Strategic linkages - nationally as well as continentally - are needed, as the example of China demonstrates: before the Chinese government embarked on its programme of modernisation in the late 1970s, the government was the sole fundor of R&D efforts. No serious attempts were made to link industrial demand to the research conducted in Chinese higher education institutions. The result was that the technologies produced by the institutions were under-utilised, and there were no economic incentives to transfer these technologies to technology consumers - institutional compartmentalism actually blocked the dissemination of technological information. In 1978 this situation changed - the Chinese government started to encourage the transfer of technology from R&D institutions to industry, and a Combined Research and Production Entity (CPRE) was founded to co-ordinate these activities and act as a technology consultant to R&D institutions such as universities, and industry. It is good to see that the South African department of trade and industry has in the last few years also moved towards the development of such inter-industry linkages - cluster studies are being conducted in a range of economic sectors to get a macro-perspective on economic (and surely technological) exigencies. Nothing is stopping African countries from erecting CPREs of our own - nationally as well as continentally.

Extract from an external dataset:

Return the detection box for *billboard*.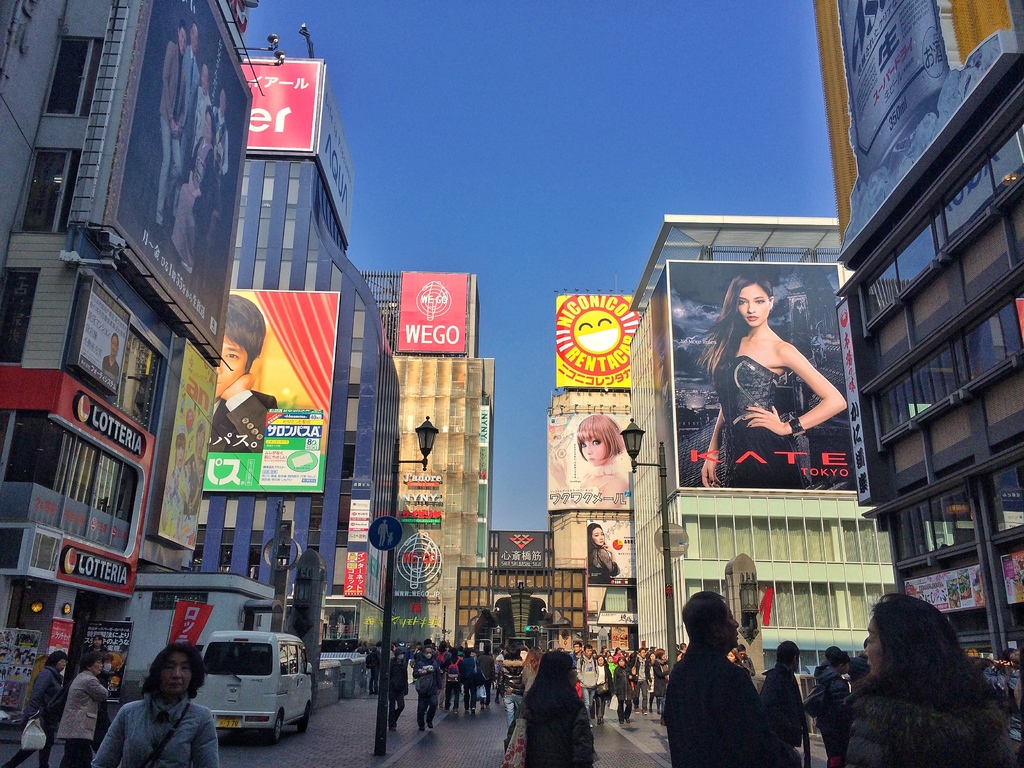
(394,275,463,355).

We have to be aware, however, that technology transfers - be they amongst African states or from states beyond the continent - should not automatically be perceived as an ever-benevolent panacea for our developmental ills. In fact, some transfers of technology can do more harm than good. Technology needs to be appropriate to the context into which it is transferred, and appropriate technological application is dependent upon a multitude of factors, for example on

  1. the absorptive capacity of the technology recipient (are there sufficient and appropriate technicians, scientists and engineers to indiginise the new knowledge, in other words to strip new or acquired technology down and adapt and apply it to local needs and conditions?),
  2. considerations such as the prioritisation of national sovereignty (one needs to be aware that some technology suppliers such as multinational corporations might only donate or sell technologies in order to gain a foot in new markets and to monopolise economic sectors), and
  3. the question whether the imported technology is compatible with local cultural and economic conditions (eg will local resources be utilised and will concurrent industrial pollution disrupt the local environment?).

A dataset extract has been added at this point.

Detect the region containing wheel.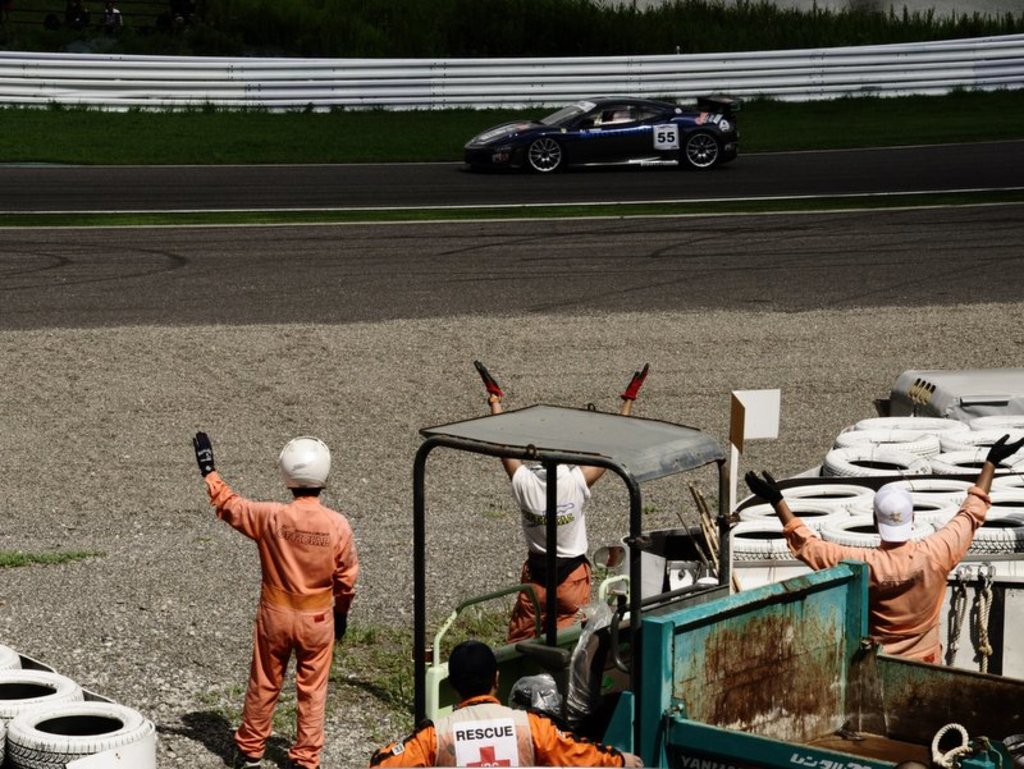
bbox=[0, 700, 148, 768].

  4. The recipient state has a responsibility to - along with local industry and higher education institutions - assure the appropriateness of imported technologies. Some of the tools that the state can use to optimise technology transfers are price control mechanisms (making appropriate technology cheaper and inappropriate technology more expensive), (non)-participation in international intellectual property regimes, and providing subsidies for certain joint ventures with foreign technology suppliers.

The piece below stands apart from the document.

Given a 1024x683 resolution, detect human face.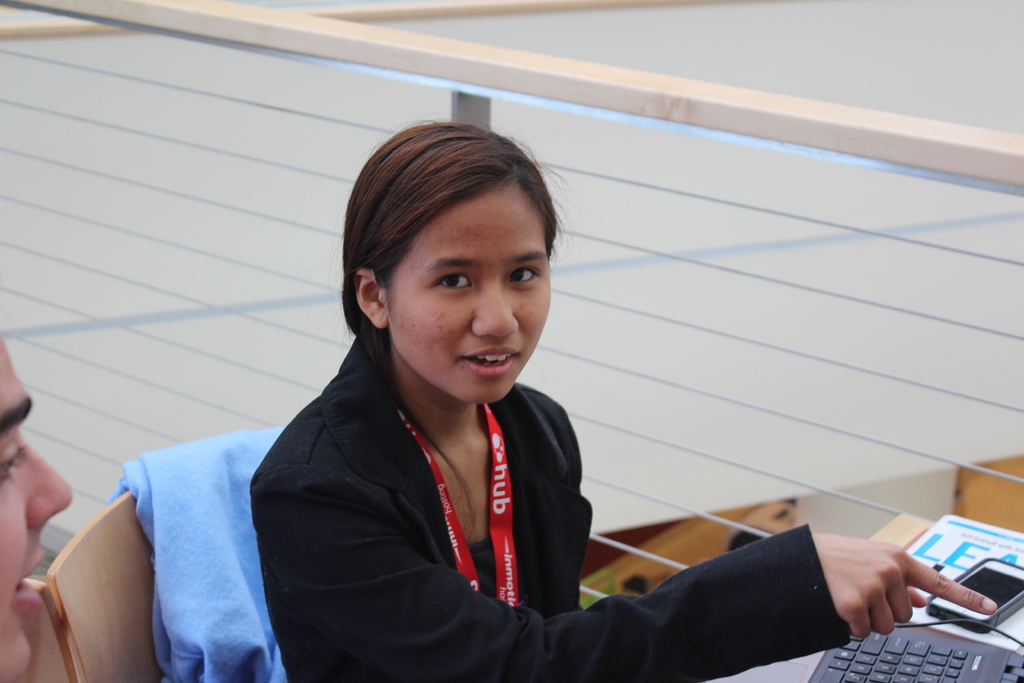
(left=394, top=184, right=552, bottom=405).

    For an economic African Renaissance to move beyond excited rhetoric and academic interest, the continent and its leaders need to face the reality of our technological needs. 'Facing it' means more than measuring and bemoaning the science and technology gap that exists between the developed and the developing countries. We need to train more engineers and scientists (and not lose them to the developed world) in order to prepare the ground - our absorptive capacity - for technology flows. We need these trained individuals to build national systems of innovation that are appropriate to our own needs. We need to wake up and realise that 'foreign affairs' and 'foreign policy making' will increasingly centre around trade, and that trade, in turn, will increasingly centre around the global dissemination of knowledge. Failure to do so will mean the difference between using technology as an economic liberator, or forever lagging and viewing it as a destroyer. This is the difference between beautiful words about an African renewal, or pragmatism that can improve the lives of millions.